OffsAIde
·16 May 2026
Why footballers wear wrist strapping, and what it really means

In partnership with
Yahoo sportsOffsAIde
·16 May 2026

From ritual to lingering injuries, wrist strapping in football is more than style. PSG centre-back Willian Pacho, Endrick and Cristiano Ronaldo are among those who play with taped wrists.
According to L'Équipe, Sadio Mané and Moussa Niakhaté follow a set pre-match routine with Senegal, asking physio Christophe Dormoy to strap them just before kick-off. Staff coach Iuri Annecchiarico, who works with Kalidou Koulibaly, calls it a symbolic switch into combat mode.

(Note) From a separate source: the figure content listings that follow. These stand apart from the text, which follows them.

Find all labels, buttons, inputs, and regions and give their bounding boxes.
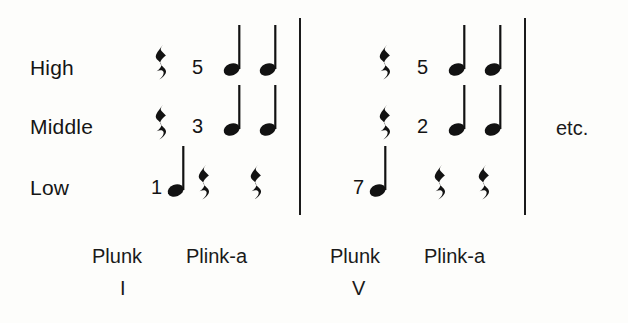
- quarter-rest-icon: [476, 164, 492, 200]
- scale-degree-number: 1: [151, 177, 162, 197]
- quarter-note-icon: [368, 146, 390, 202]
- quarter-rest-icon: [248, 164, 264, 200]
- syllable-label: Plink-a: [424, 246, 485, 266]
- voice-label-high: High: [30, 57, 74, 78]
- quarter-note-icon: [447, 85, 469, 141]
- syllable-label: Plunk: [330, 246, 380, 266]
- quarter-note-icon: [222, 85, 244, 141]
- scale-degree-number: 7: [353, 177, 364, 197]
- quarter-note-icon: [483, 85, 505, 141]
- barline: [524, 18, 526, 215]
- chord-roman-numeral: I: [120, 278, 126, 298]
- voice-label-low: Low: [30, 177, 69, 198]
- quarter-note-icon: [258, 85, 280, 141]
- quarter-note-icon: [447, 25, 469, 81]
- quarter-rest-icon: [377, 44, 393, 80]
- quarter-note-icon: [166, 146, 188, 202]
- quarter-rest-icon: [153, 104, 169, 140]
- scale-degree-number: 3: [192, 116, 203, 136]
- scale-degree-number: 5: [192, 57, 203, 77]
- quarter-rest-icon: [377, 104, 393, 140]
- quarter-note-icon: [483, 25, 505, 81]
- quarter-note-icon: [222, 25, 244, 81]
- barline: [299, 18, 301, 215]
- scale-degree-number: 5: [417, 57, 428, 77]
- continuation-label: etc.: [556, 118, 588, 138]
- syllable-label: Plink-a: [186, 246, 247, 266]
- voice-label-middle: Middle: [30, 116, 93, 137]
- quarter-rest-icon: [196, 164, 212, 200]
- scale-degree-number: 2: [417, 116, 428, 136]
- quarter-rest-icon: [432, 164, 448, 200]
- syllable-label: Plunk: [92, 246, 142, 266]
- quarter-rest-icon: [153, 44, 169, 80]
- music-notation-diagram: HighMiddleLow531527PlunkPlink-aPlunkPlin…: [0, 0, 628, 323]
- chord-roman-numeral: V: [352, 278, 365, 298]
- quarter-note-icon: [258, 25, 280, 81]
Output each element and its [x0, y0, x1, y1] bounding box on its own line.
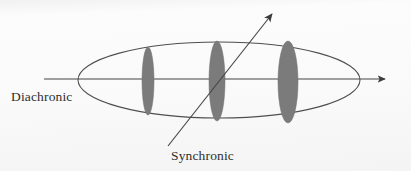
lens-left — [142, 47, 154, 115]
lens-middle — [209, 41, 225, 121]
synchronic-label: Synchronic — [171, 149, 234, 163]
synchronic-axis-line — [168, 14, 272, 146]
diagram-svg — [0, 0, 411, 171]
diachronic-label: Diachronic — [11, 90, 72, 104]
lens-right — [278, 41, 298, 123]
diagram-canvas: Diachronic Synchronic — [0, 0, 411, 171]
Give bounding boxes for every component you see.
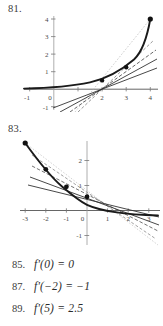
answer-expression-87: f′(−2) = −1 [34, 280, 90, 292]
answer-number-89: 89. [12, 303, 34, 314]
xtick-label-0: 0 [48, 94, 52, 102]
tangent-lines [25, 143, 159, 245]
xtick-label-4: 4 [149, 94, 153, 102]
ytick-label--1: -1 [43, 104, 49, 112]
ytick-label-4: 4 [45, 16, 49, 24]
ytick-label--1: -1 [76, 232, 82, 240]
answer-row-85: 85. f′(0) = 0 [0, 258, 163, 280]
xtick-label-2: 2 [126, 215, 130, 223]
curve-83 [25, 143, 158, 216]
graph-81: -1 0 2 3 4 -1 1 2 3 4 [20, 12, 160, 112]
tangent-lines [53, 19, 157, 112]
answer-row-87: 87. f′(−2) = −1 [0, 280, 163, 302]
answer-expression-85: f′(0) = 0 [34, 258, 74, 270]
answer-list: 85. f′(0) = 0 87. f′(−2) = −1 89. f′(5) … [0, 258, 163, 324]
xtick-label-1: 1 [106, 215, 110, 223]
xtick-label-0: 0 [81, 215, 85, 223]
xtick-label-2: 2 [100, 94, 104, 102]
xtick-label--3: -3 [22, 215, 28, 223]
answer-expression-89: f′(5) = 2.5 [34, 302, 83, 314]
xtick-label-3: 3 [124, 94, 128, 102]
data-points [23, 140, 90, 199]
answer-row-89: 89. f′(5) = 2.5 [0, 302, 163, 324]
graph-83: -3 -2 -1 0 1 2 3 -1 1 2 [12, 133, 162, 248]
answer-number-85: 85. [12, 259, 34, 270]
answer-number-87: 87. [12, 281, 34, 292]
xtick-label--1: -1 [24, 94, 30, 102]
xtick-label--2: -2 [43, 215, 49, 223]
xtick-label--1: -1 [63, 215, 69, 223]
ytick-label-2: 2 [79, 157, 83, 165]
textbook-answer-page: 81. [0, 0, 163, 326]
ytick-label-3: 3 [45, 33, 49, 41]
ytick-label-2: 2 [45, 51, 49, 59]
ytick-label-1: 1 [45, 68, 49, 76]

The trend grew after Karim Benzema began taping his right hand in 2019 following a finger injury, and has kept it since, whether for protection or superstition remains unclear. Mathys Tel’s childhood finger issue became a habit, while Christian Mawissa kept taping after a U17 sprain.
Mawissa used his tape as a notepad at Toulouse for set-pieces, but the notes have gone and he now wears two bands. Others, including Khvicha Kvaratskhelia and Endrick, strap one wrist. Without a wrap that loops the thumb, as with Pacho, any preventive effect is limited.
The tape can also hide a lucky bracelet. Referees are more permissive despite Law 4 banning jewellery and forbidding it to be covered, and Cristiano Ronaldo has worn a connected bracelet under tape.
Straps carry messages, from Orlando Pride’s "Contigo Jenni" for Jenni Hermoso to Emanuel Emegha’s Ballers In God branding. Maxence Lacroix writes psalm numbers on his, and similar habits appear in the amateur game at kit checks.